Alternative flat binary format for Protobuf schema. It' works like FlatBuffers, but it's usually smaller and surpports map. Flat means no deserialization overhead. A benchmark shows the Protobuf has considerable deserialization overhead and significant reflection overhead. FlatBuffers is fast but wastes space. ProtoCache takes balance of data size and read speed, so it's useful in data caching.

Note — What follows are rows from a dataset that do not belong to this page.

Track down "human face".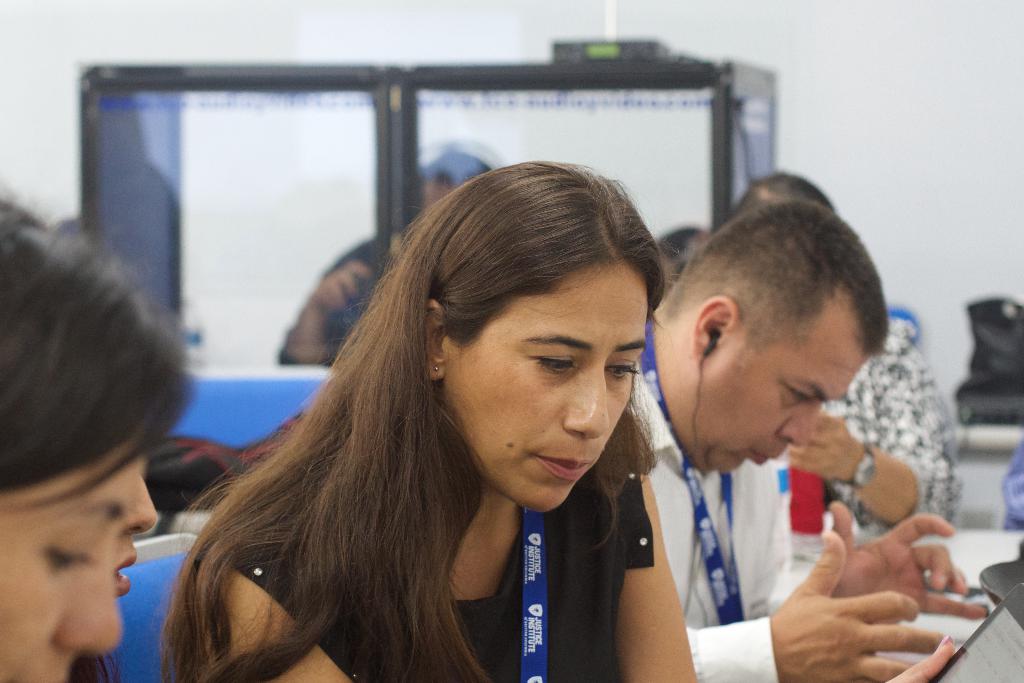
Tracked to <box>0,449,138,682</box>.
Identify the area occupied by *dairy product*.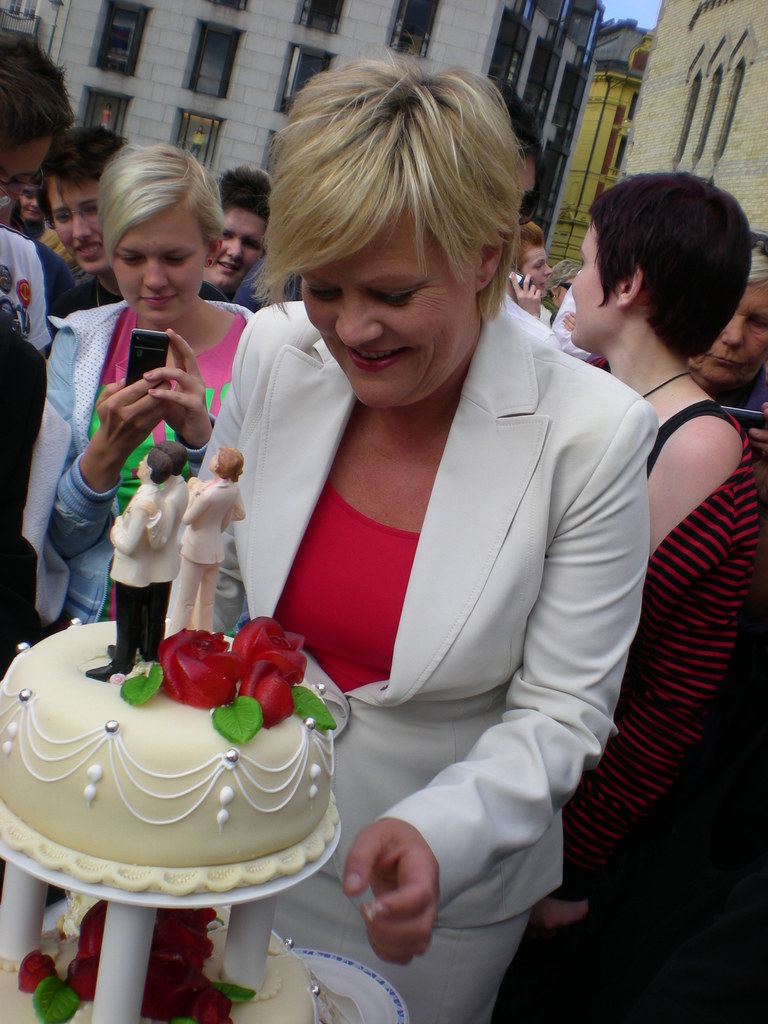
Area: [x1=0, y1=899, x2=332, y2=1023].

Protobuf | vtprotobuf | ProtoCache | FlatBuffers | |
---|---|---|---|---|
Data Size | 574B | 574B | 780B | 1296B |
Compressed Size | 566B | 566B | 571B | 856B |
Decompress | 434ns | 434ns | 820ns | 1634ns |
Decode + Traverse | 5998ns | 3359ns | 586ns | 1129ns |
Decode + Traverse(reflection) | 12480ns | 10294ns | 1260ns | No Go API |
See detail in C++ version.
protoc --pcgo_out=. test.proto
A protobuf compiler plugin called protoc-gen-pcgo
is available to generate Go file.
raw, err := protocache.Serialize(pbMessage)
assert(t, err == nil)
root := pc.AS_Main(raw)
assert(t, root.IsValid())
Serializing a protobuf message with protocache.Serialize
is the only way to create protocache binary at present. It's easy to access by wrapping the data with generated code.
std::string err;
raw, err := os.ReadFile("test.proto")
assert(t, err == nil)
proto, err := compiler.ParseProto(raw) //CGO
assert(t, err == nil)
var pool reflect.DescriptorPool
assert(t, pool.Register(proto))
root := pool.Find("test.Main")
assert(t, root != nil)
field := root.Lookup("f64")
assert(t, field != nil)
The reflection apis are simliar to C++ version. An example can be found in the test. CGO is needed to parse schema.